Where is the train gone? It puffed away down the track one summer night, leaving a young man named Jacob standing all alone at the station. He had just stepped off the train to spend a happy week-end with some friends, but he did not know, in the darkness, where to find their home.
What did Jacob need? Well, he needed to be sure of the way. It would be foolish to follow some unknown road in the dark, so he decided to wait there until daylight. That was a wise decision, but just then he heard a long “Yoo hoo” in the distance.
“Ah,” he thought to himself, “my friends have heard the train stop and are calling for me to come. “Yoo hoo,” he answered eagerly, as he started off down the track in the direction of the call.
Now Jacob thought he was right, but human thoughts are very doubtful coanions. God says He hates them. (Psalm 119:113113SAMECH. I hate vain thoughts: but thy law do I love. (Psalm 119:113).) Are you following human thoughts on your way to eternal happiness? Do you think that if you do this or that, you will be pretty safe for eternity? Has someone told you that they think, if you try to be a good boy or girl, you will get to heaven? Let me tell you that you will find, after all, that God hates thoughts, and wants you to follow His own precious Word.
Well, Jacob walked on in the daress, and the same encouraging “Yoo hoo” sounded again. On he went further still, but before long he found out he was mistaken. He was going in the wrong direction and it was not his friends who were calling at all.
Jacob found his friends in daylight. They told him that the voice he had followed was the cry of a loon, a big bird swimming in the bay. How Jacob laughed at his mistake! How foolish it all appeared in the light of day! But listen, my reader, if you wait till God’s day of judgment comes upon this world, your mistake will be no laughing matter. It will then be forever too late for salvation.
It isn’t too late now for you to find the way to eternal joy and happiness in the presence of God. But you must follow the right voice. You must be sure that you follow the right voice. Whose voice? Not man’s, but God’s. The Word of God tells us that the only way to the Father is through the Lord. Jesus, the One who died that we might live. His way is not hard and toilsome. It is not long. It may be settled this moment, if you will but put your trust in that blessed One who died that we might live.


- Task instructions: Among the lines below, take the one holding "pyautogui.click(x=<x>, y=<y>)", the one holding "This screenshot has height=417, width=654.", and all lines between them. Set them down exactly.

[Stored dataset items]
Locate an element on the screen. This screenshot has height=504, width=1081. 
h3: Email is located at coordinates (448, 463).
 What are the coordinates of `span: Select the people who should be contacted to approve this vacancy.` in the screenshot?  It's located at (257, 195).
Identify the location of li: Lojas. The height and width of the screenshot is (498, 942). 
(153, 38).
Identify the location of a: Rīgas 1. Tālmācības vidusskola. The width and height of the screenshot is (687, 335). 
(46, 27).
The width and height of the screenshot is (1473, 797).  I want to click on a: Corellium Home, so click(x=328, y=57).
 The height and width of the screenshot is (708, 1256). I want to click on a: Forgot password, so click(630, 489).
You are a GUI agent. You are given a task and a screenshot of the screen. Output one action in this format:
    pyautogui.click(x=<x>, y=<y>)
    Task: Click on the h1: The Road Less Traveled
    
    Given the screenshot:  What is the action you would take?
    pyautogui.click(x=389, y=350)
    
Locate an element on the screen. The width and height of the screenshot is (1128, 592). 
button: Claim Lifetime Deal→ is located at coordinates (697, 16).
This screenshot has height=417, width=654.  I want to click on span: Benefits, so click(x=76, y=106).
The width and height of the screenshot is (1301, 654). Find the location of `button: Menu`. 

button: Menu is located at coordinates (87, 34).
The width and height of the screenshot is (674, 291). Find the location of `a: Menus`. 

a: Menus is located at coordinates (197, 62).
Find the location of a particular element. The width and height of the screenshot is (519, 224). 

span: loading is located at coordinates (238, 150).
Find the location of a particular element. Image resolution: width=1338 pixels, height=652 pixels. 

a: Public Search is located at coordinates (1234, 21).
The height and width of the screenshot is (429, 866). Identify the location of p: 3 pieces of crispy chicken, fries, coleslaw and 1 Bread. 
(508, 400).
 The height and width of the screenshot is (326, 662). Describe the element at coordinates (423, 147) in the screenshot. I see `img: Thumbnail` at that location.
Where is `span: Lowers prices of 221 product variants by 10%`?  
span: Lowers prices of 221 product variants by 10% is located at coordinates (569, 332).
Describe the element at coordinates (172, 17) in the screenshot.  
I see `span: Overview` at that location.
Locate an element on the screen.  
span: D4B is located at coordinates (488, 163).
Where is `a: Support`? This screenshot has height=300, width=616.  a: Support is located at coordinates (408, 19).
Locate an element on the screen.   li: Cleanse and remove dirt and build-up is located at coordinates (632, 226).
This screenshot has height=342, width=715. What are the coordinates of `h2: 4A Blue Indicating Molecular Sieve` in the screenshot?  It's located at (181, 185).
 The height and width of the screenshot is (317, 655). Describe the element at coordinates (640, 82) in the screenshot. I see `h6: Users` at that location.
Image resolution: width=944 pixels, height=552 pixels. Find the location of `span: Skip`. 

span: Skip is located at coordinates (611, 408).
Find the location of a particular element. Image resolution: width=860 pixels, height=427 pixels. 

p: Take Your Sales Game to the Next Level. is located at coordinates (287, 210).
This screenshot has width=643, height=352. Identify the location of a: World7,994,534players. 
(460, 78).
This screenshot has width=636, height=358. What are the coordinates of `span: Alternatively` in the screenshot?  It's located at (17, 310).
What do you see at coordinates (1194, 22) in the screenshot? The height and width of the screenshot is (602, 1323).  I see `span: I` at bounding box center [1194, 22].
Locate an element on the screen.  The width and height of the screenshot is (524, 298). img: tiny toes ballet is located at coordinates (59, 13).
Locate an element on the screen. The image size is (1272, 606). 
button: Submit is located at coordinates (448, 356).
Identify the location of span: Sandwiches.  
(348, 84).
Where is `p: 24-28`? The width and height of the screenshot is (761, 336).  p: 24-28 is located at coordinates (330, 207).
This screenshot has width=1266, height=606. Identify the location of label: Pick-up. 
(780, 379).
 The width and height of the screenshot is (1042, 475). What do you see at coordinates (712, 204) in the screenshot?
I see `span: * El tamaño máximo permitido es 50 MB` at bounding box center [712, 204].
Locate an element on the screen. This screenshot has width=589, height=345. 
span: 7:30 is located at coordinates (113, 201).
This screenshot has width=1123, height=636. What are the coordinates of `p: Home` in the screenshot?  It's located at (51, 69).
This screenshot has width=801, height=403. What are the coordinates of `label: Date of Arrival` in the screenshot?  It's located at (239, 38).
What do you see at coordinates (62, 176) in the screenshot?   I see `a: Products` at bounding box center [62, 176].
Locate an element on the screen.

- Result of the task:
    pyautogui.click(x=<x>, y=<y>)
    Task: Click on the h1: The Road Less Traveled
    
    Given the screenshot:  What is the action you would take?
    pyautogui.click(x=389, y=350)
    
Locate an element on the screen. The width and height of the screenshot is (1128, 592). 
button: Claim Lifetime Deal→ is located at coordinates (697, 16).
This screenshot has height=417, width=654.  I want to click on span: Benefits, so click(x=76, y=106).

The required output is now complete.